Surfaces and interfaces

‘Nanosoldering’ makes a clean contact

16 Nov 2007 Isabelle Dumé

Physicists in the US have developed a technique for soldering nano-sized objects without contaminating them. The technique could be used to make clean electrical contacts between advanced structures such as graphene in the making of tiny transistors and nanomachines.

Most researchers make electrical contacts on nanostructures using electron beam lithography — an expensive and time-consuming technique that involves scanning a beam of electrons across a surface masked with a polymer “resist”. Importantly, the resists and solvents used in the process leave residues that contaminate samples, sometimes adversely affecting their final properties.

No mess

Now, Alex Zettl and Caglar Girit at the University of California at Berkeley have come up with a cheap, quick “nanosoldering” technique that overcomes these problems.

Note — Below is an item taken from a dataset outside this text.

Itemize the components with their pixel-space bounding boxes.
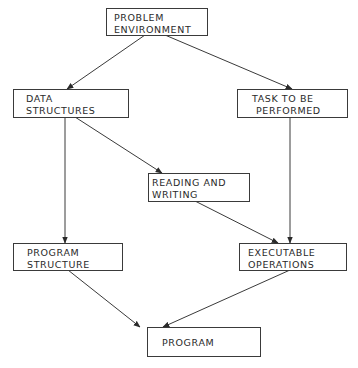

They begin by placing the sample to be contacted on one side of a holder with a small bead of indium — a metal known to adhere to many surfaces — on the other. While watching through a microscope, the researchers heat the holder above indium’s melting point and dip a room-temperature tungsten tip into the molten indium bead using a mechanical “micromanipulator” to slowly pull out a spike of solder.

In the final step, they use the micromanipulator to position the solder spike over the sample and quickly raise the holder, which fuses the solder spike onto the sample as the two come into contact. Once contact is made, the sample heater is turned off and the contacts solidify (Appl. Phys. Lett. 91 193512).

Low resistance

Zettl and Girit have already used nanosoldering to contact graphene. This material, which comprises a single sheet of graphite, has interested scientists because it can be both a semiconductor and a very good electrical conductor, making it useful for certain nanoscale electronic devices. After soldering nine different graphene devices, the researchers found that the resistance over the contacts varied from 190 to 1700 Ω with a mean value of 680 Ω, comparable to the best electron-lithography contacts.

According to the researchers, the new technique can be used to contact nanotubes and nanowires as well as graphene. Moreover, they say it could open the way to building nanomachines piece-by-piece by fusing small components together, rather than using complicated chemical methods.